The great spectator sport of political observers of Irish elections in recent years has been the increasingly febrile, not to say reckless, behaviour of Michael McDowell as each election draws near.
During the last general election he took off on a solo run to warn the voters of the dangers of giving a single party, by which he meant Fianna Fail, a majority.
Desperate to be elected after losing his seat in 1997, his one man campaign amounted to a ferocious attack on the government's record and intentions if re-elected in 2002, even though he was that government's attorney general.
He was last seen up a lamp-post in the closing days of the election campaign.
This time he has caused enormous controversy by complicating the local and European elections with a referendum on citizenship which has led to the government being accused of racism and opportunism.
Some senior members of his own party have not concealed their distaste for the government's tactics on the referendum and McDowell's campaign.
Part of his strategy this time has been highly publicised attacks on Sinn Féin which keep him in the limelight. Some say it was these repeated attacks on them which led SF to leak the deal done last autumn about releasing the killers of Garda McCabe, a leak which nicely hoist McDowell by his own petard. He has spent the last 10 days grovelling to the Garda Representative Association.
A side effect of his assault on SF has been its result in the north. McDowell has suddenly discovered Sinn Féin is linked to the IRA and since the June elections in the Republic hove into sight he has used his position as minister of justice to issue a stream of accusations about republican criminality which have been music to DUP ears.
In fact, McDowell's assertions, which are regularly quoted by DUP figures like Peter Robinson, have made it easy for the DUP to refuse to enter talks with SF.
Only last Friday McDowell met Jeffrey Donaldson along with the leader of a victims group and told them the IRA was netting between £10 million and £20 million from racketeering along the border.
Now there's precision for you, figures that could only come from the detailed intelligence available to a minister of justice; figures strangely at variance with those released by any other government or police inquiry in recent years. No matter. It allowed Donaldson a sound bite and McDowell 10 seconds of publicity.

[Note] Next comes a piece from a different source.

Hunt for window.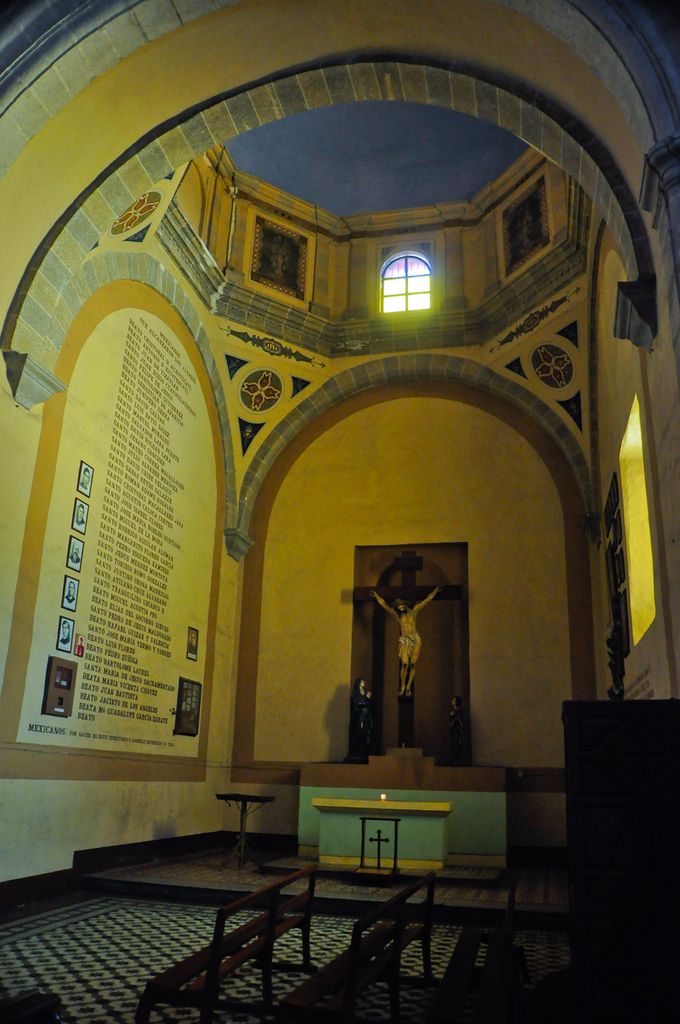
Hunted down at bbox=[617, 399, 657, 642].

Does it help anything in the north? Not a bit. On the contrary: every word McDowell says will be taken down and used as evidence to avoid entering talks with SF. Bolstered by McDowell's campaign, the DUP has now raised its conditions for talking to SF higher than those Trimble set for entering a northern administration with it. Not only has the Taoiseach not shut McDowell up, he has more or less endorsed his allegations thereby making a nonsense of his stated aim of restoring devolution by October, unless he means October 2006.
Why? Oh sure, the obvious reason is that SF is doing well in the polls showing it will take many Fianna Fail seats and maybe even squeeze a European seat in Dublin. McDowell wants to steal Fine Gael's clothes as the Laurna Order party and grab a few more PD council seats. But are those good enough reasons to wreck any chance of a deal in the north?

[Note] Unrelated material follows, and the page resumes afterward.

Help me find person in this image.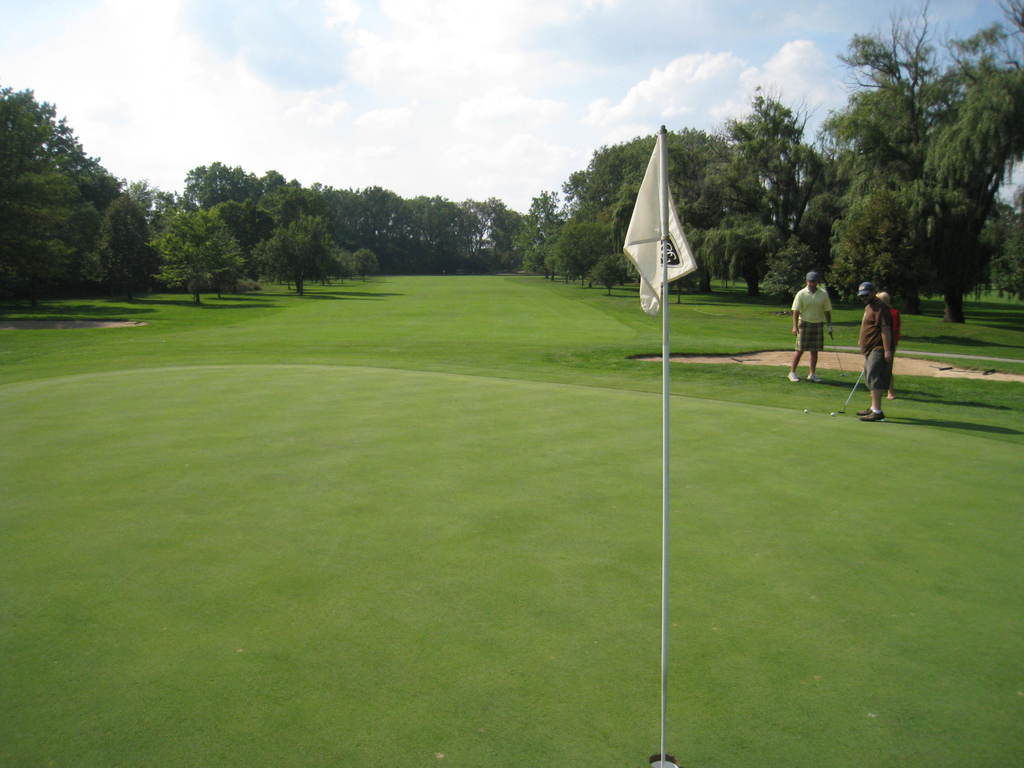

Of course not and both the culprits know it. So why do they persist?
Sadly the answer is that there is no chance of a deal in the north, not this year and probably not next. There's a lot of wishful thinking about 'young', pragmatic politicians in the DUP like Peter Robinson (56) and Nigel Dodds (46). Listen to what they say though. They all say the same. They won't even talk to SF until it has surrendered all weapons and the IRA has gone out of business. How could they know? They couldn't but they don't care. They don't care because they don't want the agreement to work. Remember, most unionists are opposed to the agreement and that's why they voted DUP.

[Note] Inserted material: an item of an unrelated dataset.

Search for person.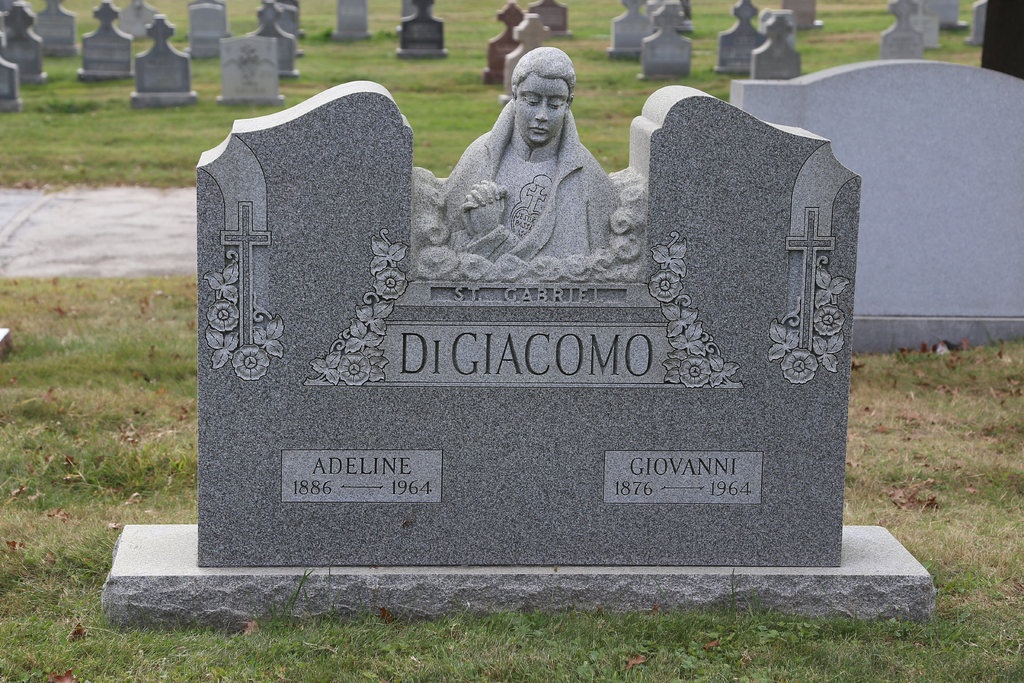
Found at x1=438 y1=50 x2=620 y2=263.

Most unionists are happy with direct rule because the British administration's default position is unionist status quo. Direct rule is a fool-proof way of avoiding change. Remember for twenty-five years the DUP and the rapidly vanishing UUP opposed sharing power with the harmless SDLP who never killed anyone, even by mistake. Can anyone explain why they should now agree to share power with Sinn Féin in a 1998 arrangement they opposed from the word go?